Challenges for Edge Computing

Although many of the problems IoTs and dynamic applications are beginning to face with the cloud will be solved by the rise of edge computing, there are still a number of issues that need to be addressed in this emerging industry:

  • Security: Although sensitive data from health monitors and security cameras would not need to travel as far from the source (thus preventing certain attacks), an absence of IoT regulation, energy-constrained things, and a dynamic environment at the edge are all security challenges that will need to be tackled as edge computing comes into its own.
  • Programming: Although cloud programmers are able to write a program to run in the cloud using one programming language for a single target platform, edge programmers will face the challenge of writing applications for edge nodes with variety of platforms and different runtimes.  
  • Naming: As IoTs continue to proliferate, an efficient naming mechanism will need to be determined for edge compute for programming, communication, and identification. This system will need to be scalable to suit the large and growing number of IoTs, flexible enough to handle IoTs’ mobility, and highly secure and sensitive to private data. In addition, this naming system will need to be user-friendly for anyone wishing to monitor or control a variety of devices, such as a smart-home owner.
  • Service Management: Edge computing will need to not only prioritize certain functions for various devices (data logging for a heart monitor, for example, would not be nearly so important as heart detection failure), but will need to isolate each device so that in a given environment, such as a smart home, a single device crash will not lead to a failure of every device that shares its data resources.

 

Changes to the Industry

To some, this could seem like the cloud computing industry is poised to implode almost as soon as it’s come into its own. Due to AWS’s success with cloud computing, many companies are still investing massive resources in it, with Oracle, Microsoft, and Google among them. Will the rise of edge computing make these investments moot?
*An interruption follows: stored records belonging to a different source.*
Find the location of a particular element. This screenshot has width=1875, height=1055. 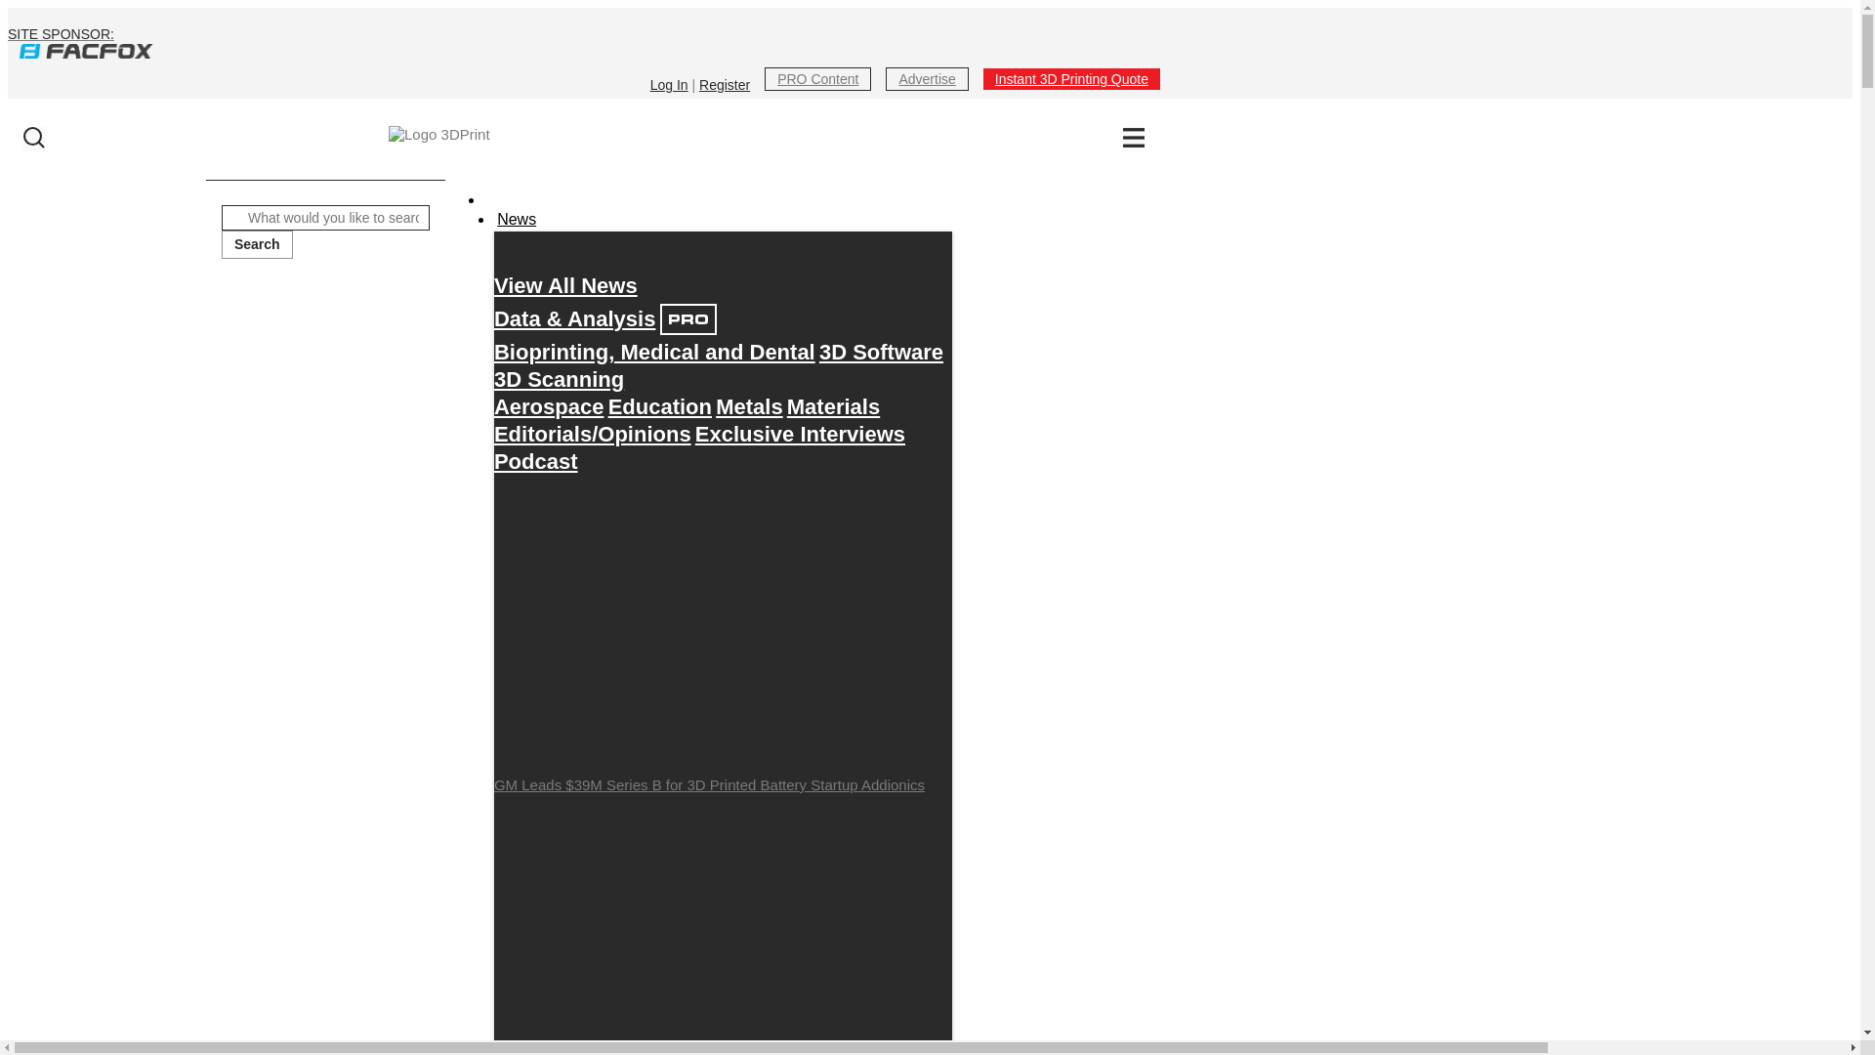

Log In is located at coordinates (669, 84).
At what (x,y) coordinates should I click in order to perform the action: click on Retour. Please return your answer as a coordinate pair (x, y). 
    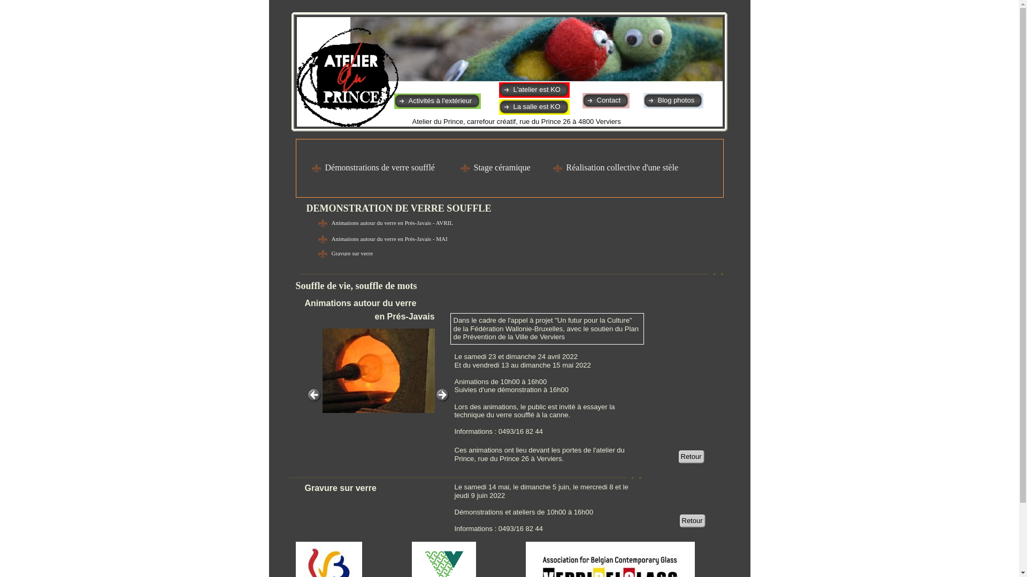
    Looking at the image, I should click on (691, 457).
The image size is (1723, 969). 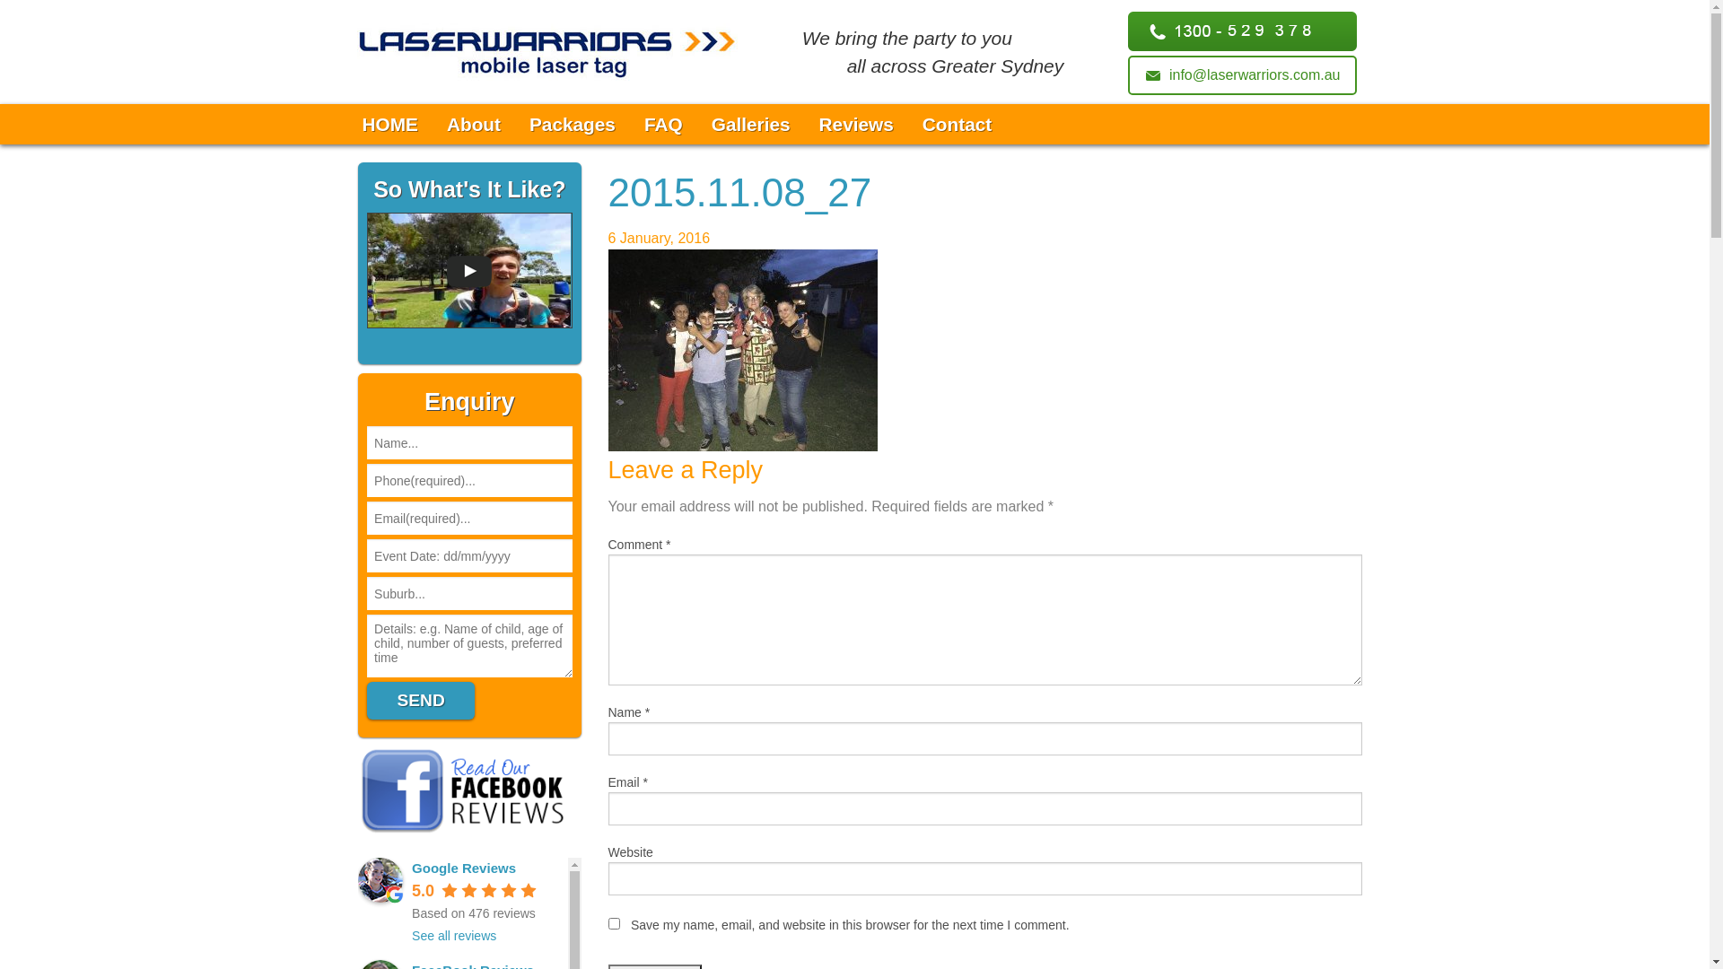 I want to click on Contact, so click(x=957, y=124).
Not necessarily. Although the rise of edge computing will shift many computing tasks away from the cloud, it’s unlikely to altogether replace it. The edge computing paradigm isn’t so much built around eliminating the need for the cloud as streamlining the amount of information sent to and from it to maximize efficiency. For example, while using video analytics to search for a missing child would be impossible through the cloud due to privacy concerns, edge computing could perform the task by searching local data on devices, then deliver the results back to the cloud. In this case, the cloud would perform the task of gathering and processing data sets that have been processed at various local sources, rather than doing the time-consuming work of analyzing each individual video itself. In addition, historical data or large data sets within the cloud can be used to tweak functionality of edge computing processes or leveraged to improve the reliability of data sensing and communication.

A study by IDC suggests that by 2020, ten percent of the world’s data will be produced by edge devices. While the cloud may not be going away, it’s certain that computing will need to adapt to this shift in where data is being produced in order to save energy, decrease latency, and ensure privacy.